When the Greek artist undertook to represent on canvass the tragic scene of the sacrifice of Iphigenia, he employed every secret of his talent in heightening the expression of grief upon the faces of the assistants, but when he came to that of Agamemnon he drew a veil over it, for he felt that the depth of a father's despair under such circumstances, was beyond the reach of the pencil. There is one other character, gentlemen, in Scripture, which should now be presented to you as a summary of all that I have said, but I dare not make the attempt. What language can delineate, or pretend to give an idea of perfection? What early maturity! While yet a child, he astonishes the wisest by his learning. What docility to his parents! What affection for his friends! What indulgence to the fallen! What sympathy with female weakness, and infant innocence! What faultless purity of life! With all this gentleness, what unshrinking severity for vice! With all this innocence, what unerring sagacity!
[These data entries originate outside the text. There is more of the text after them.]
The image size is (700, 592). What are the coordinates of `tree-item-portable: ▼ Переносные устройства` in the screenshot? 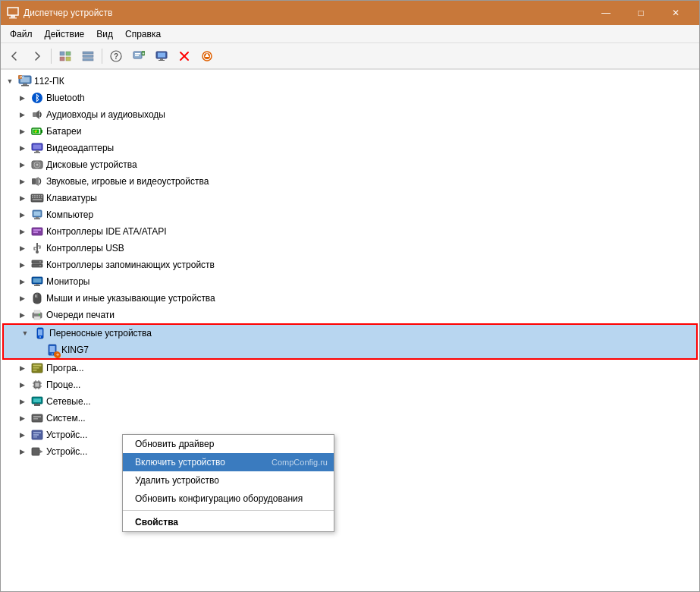 It's located at (350, 333).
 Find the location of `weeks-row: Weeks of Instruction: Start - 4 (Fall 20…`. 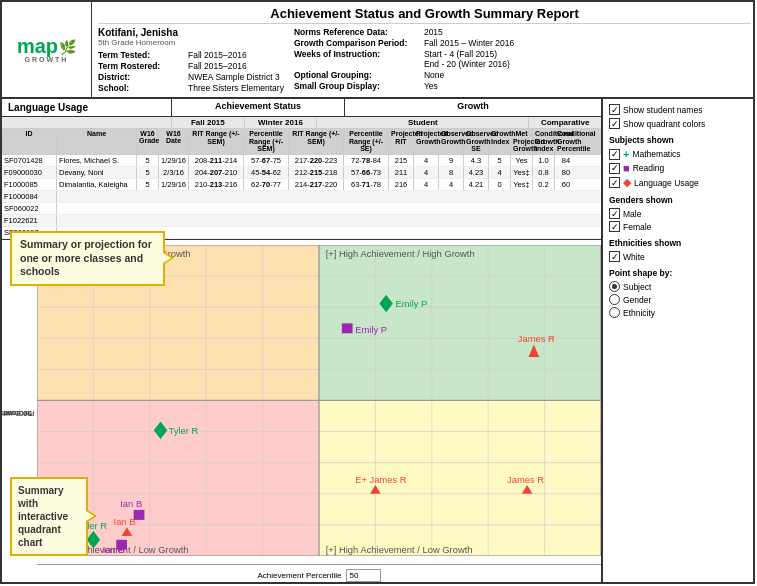

weeks-row: Weeks of Instruction: Start - 4 (Fall 20… is located at coordinates (522, 59).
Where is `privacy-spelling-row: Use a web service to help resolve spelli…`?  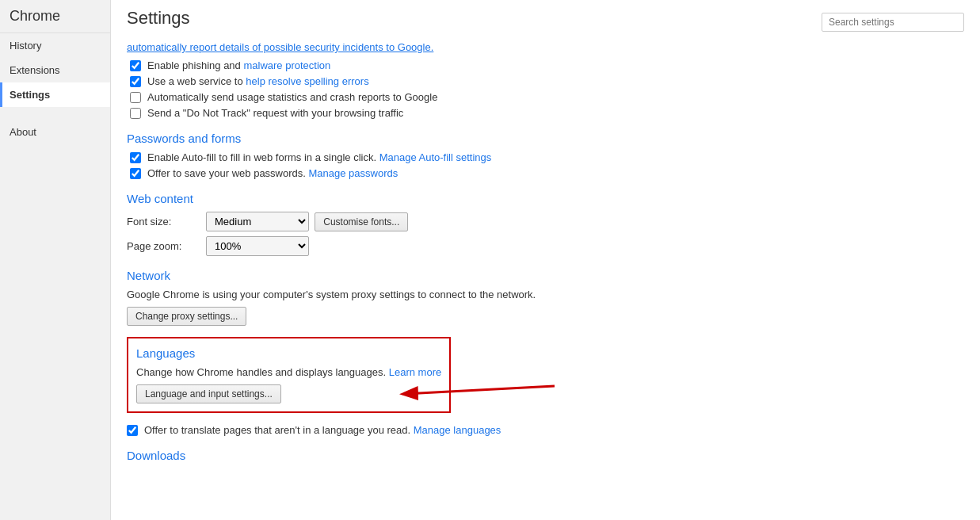
privacy-spelling-row: Use a web service to help resolve spelli… is located at coordinates (545, 81).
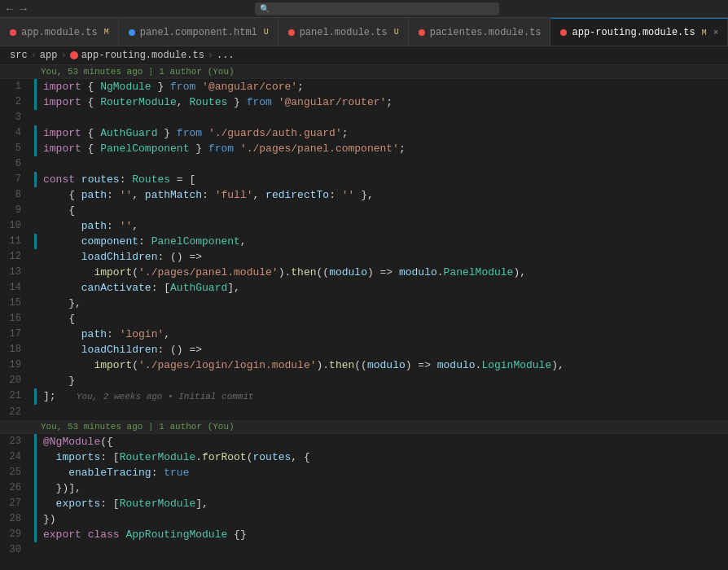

In this lowly condition what power of thought, what elevation of sentiment, what grace and charm of language! "Never man spake as he spake." In his doctrine, what before unheard of, unthought of, wisdom; the wisdom not of books, but of the heart! "I give unto you a new commandment, that ye love one another." In conduct, what unaffected self-sacrifice! "Father, forgive them! they know not what they do." Whence then comes this moral phenomenon, still more strange, and on ordinary principles, inexplicable than the one just alluded to? If the history 'be true, how happens it that the most unpropitious circumstances have brought out this grand result? If false, how is it that a few illiterate persons have invented a character, which to invent would

be, in one form, to realize? Answer once more, infidelity! Answer once more, scepticism! Gentlemen, infidelity, scepticism, have answered. The force of truth, long since, tore from the lips of one of their ablest champions the reluctant confession. Hear it in the words of Rousseau :

"Socrates lived and died like a philosopher: Jesus Christ lived and died like a God!"